A kind of companion volume to Wein’s acclaimed  Code Name Verity, this powerful Second World War novel tells the story of Rose, a young American Air Transport Auxiliary pilot and amateur poet. Captured by the Nazis and sent to the Ravensbruck women’s concentration camp, she finds hope in horrific circumstances through her friendships with her fellow prisoners, and through her poetry. I’m a fairly hard-hearted reader: unless it’s Beth dying in Good Wives or Captain Jim crossing the bar in Anne’s House of Dreams, it’s rare for a book to make me cry, but this story of hope and triumph over adversity was one of the exceptions.

Ghost Hawk by Susan Cooper

Susan Cooper’s The Dark is Rising sequence were some of my most beloved children’s books, perhaps especially the first three: Over Sea Under Stone, The Dark is Rising and Greenwitch. Cooper’s latest novel is a complete departure from this tradition, but equally wonderful: a haunting, beautifully-written story of a young Native American, Little Hawk, and his relationship with John, the son of one of the early white settlers in America. This book strikes a marked contrast with the constant stream of action-packed, fast-paced children’s adventure stories that so often land on my desk, and is all the more powerful for it: I found it fascinating and enormously moving.

Next on my reading list?
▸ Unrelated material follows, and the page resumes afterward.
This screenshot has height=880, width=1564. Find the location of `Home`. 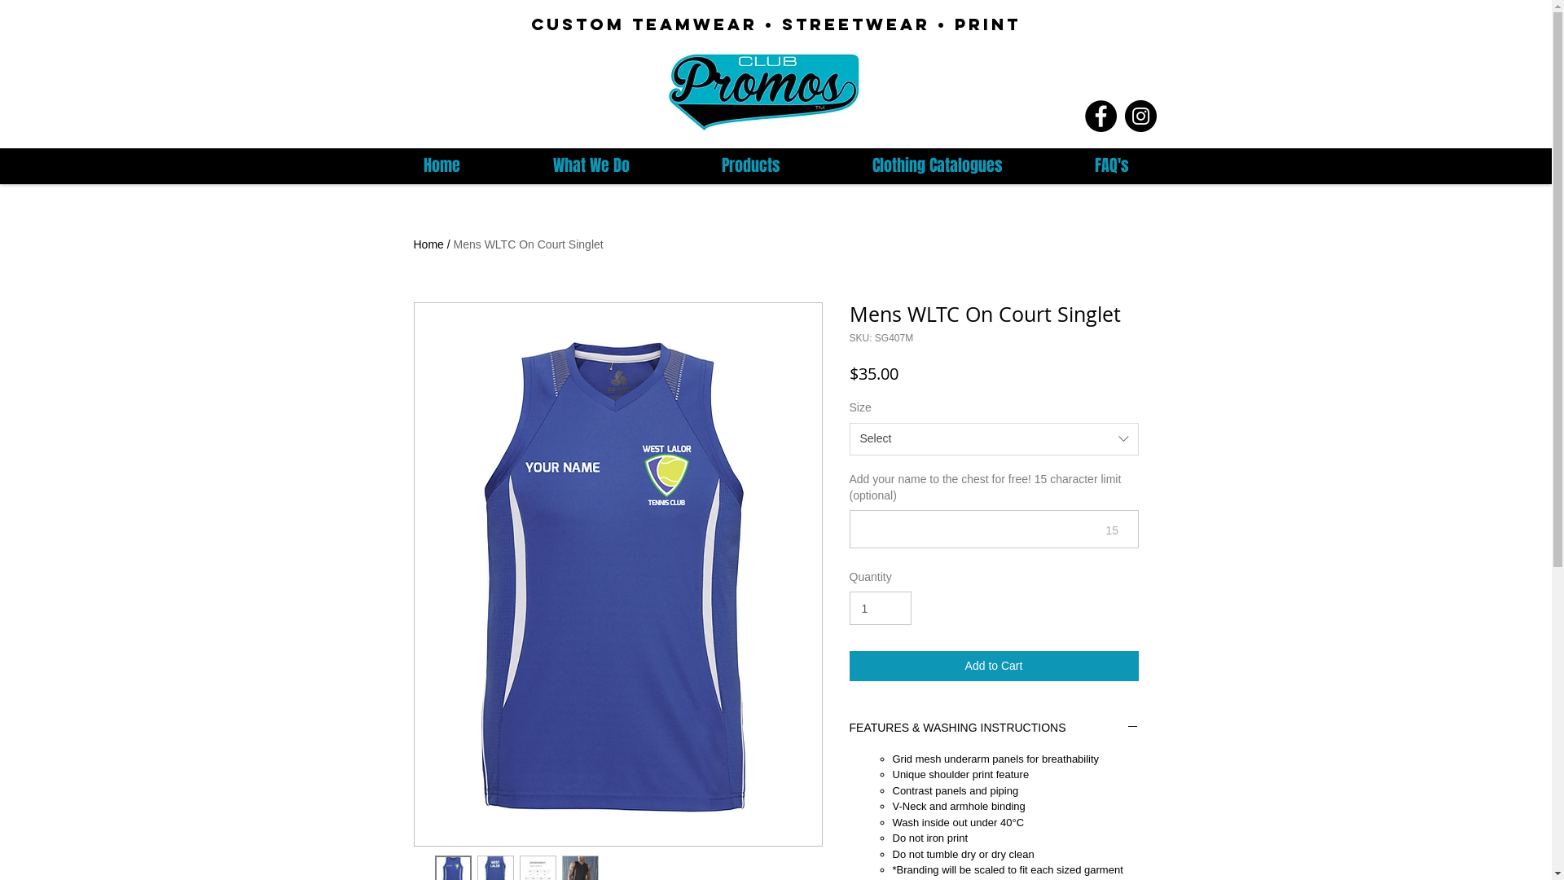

Kate Atkinson’s Life After Life, Molly Ringwald’s short stories, and Joan Aiken’s Felix trilogy which I’ve never read before but have recently come back into print thanks to Red Fox.

What have you read recently? Let me know any recommendations in the comments…

1 Comment on Lazy Sunday

  1. John
    July 16, 2013 at 10:08 am (11 years ago)

    Hi Katherine, remarkably concise reviews! Railsea particularly leapt out at me and I’m seriously tempted to pick that up myself now. I hope this isn’t too forward but since you seem to absorb books at such an incredible rate I was wondering could I possibly send you a copy of my book too?

    I’m looking forward to the next reviews post!